Actually, I stumbled upon a Deleon (a major realtor in the South Bay) brochure yesterday, and due to the prices, they're willing to pay for a lot of complementary services to get your house sold (not surprising, since a $2 million sale will give the selling agent $60k, by the customary 3% fee, and they can make even more money if the buying agent is also employed by them). One of the services they advertise is ads on Chinese radio and newspapers.
> As such some investors buy houses, then rent them to a single custodian who boards as many students as possible so they can attend the schools. These custodians don't seem to have a high priority on keeping the house in great shape.
This sounds like student housing in any major city.
Yup, it can just become 50% empty investment properties, and folks can scrounge for what's left. Some solution is going to be needed to prevent that situation, though maybe with all those empty houses, there'll be less people to make traffic so bad.
They can report it all they like. The city (or HOA) will send a letter to the homeowner demanding that they fix it. If the don't fix it in a few years then they'll send a second letter or may go as far as to take a lien out on the property. What doesn't happen is that the window gets fixed.
No, it's not "a few years". Cities act very quickly on this since broken windows make the dwelling open to all sorts of problems like animals coming in, people coming in (trespass, drug den, etc).
It was 3 years in my case, and they were only fixed because the house was finally foreclosed and sold to someone else. Critters had definitely moved in, and there was lots of water damage too. It was a real problem for me because it was a townhouse attached to mine. That was the last time I ever owned an attached dwelling.
> Until the South Bay gets serious about mass transit, merely adding more housing is only going to make the traffic pain worse.
This seems very chicken-and-egg. SF has a million dollars in its annual budget tied up in maintaining the status quo for homelessness -- if those people had homes, that money could get redirected into mass transit.
Part of the problem with building more housing (outside of SF where transit is decent) is that it means even more people.

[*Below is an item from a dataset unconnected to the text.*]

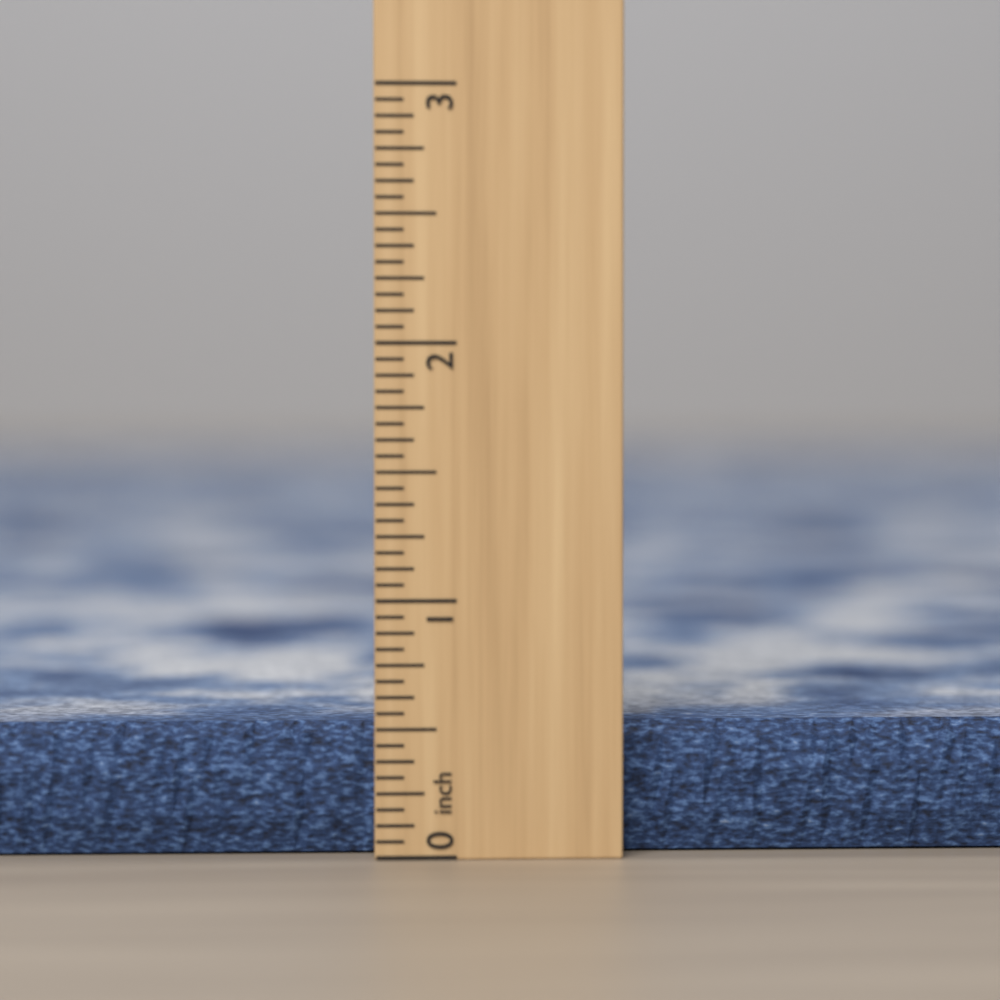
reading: 0.5000 inch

Lack of effective mass transit means those additional people need to drive everywhere, and there's no space for more roads/freeways. So the roads will just get even more clogged.
Cupertino recently had a developer proposal for 4 large high-density housing developments (condos & some apartments), and of course they were to go into areas that already had ridiculous traffic, and there was no way to facilitate even more drivers.
Until the South Bay gets serious about mass transit, merely adding more housing is only going to make the traffic pain worse.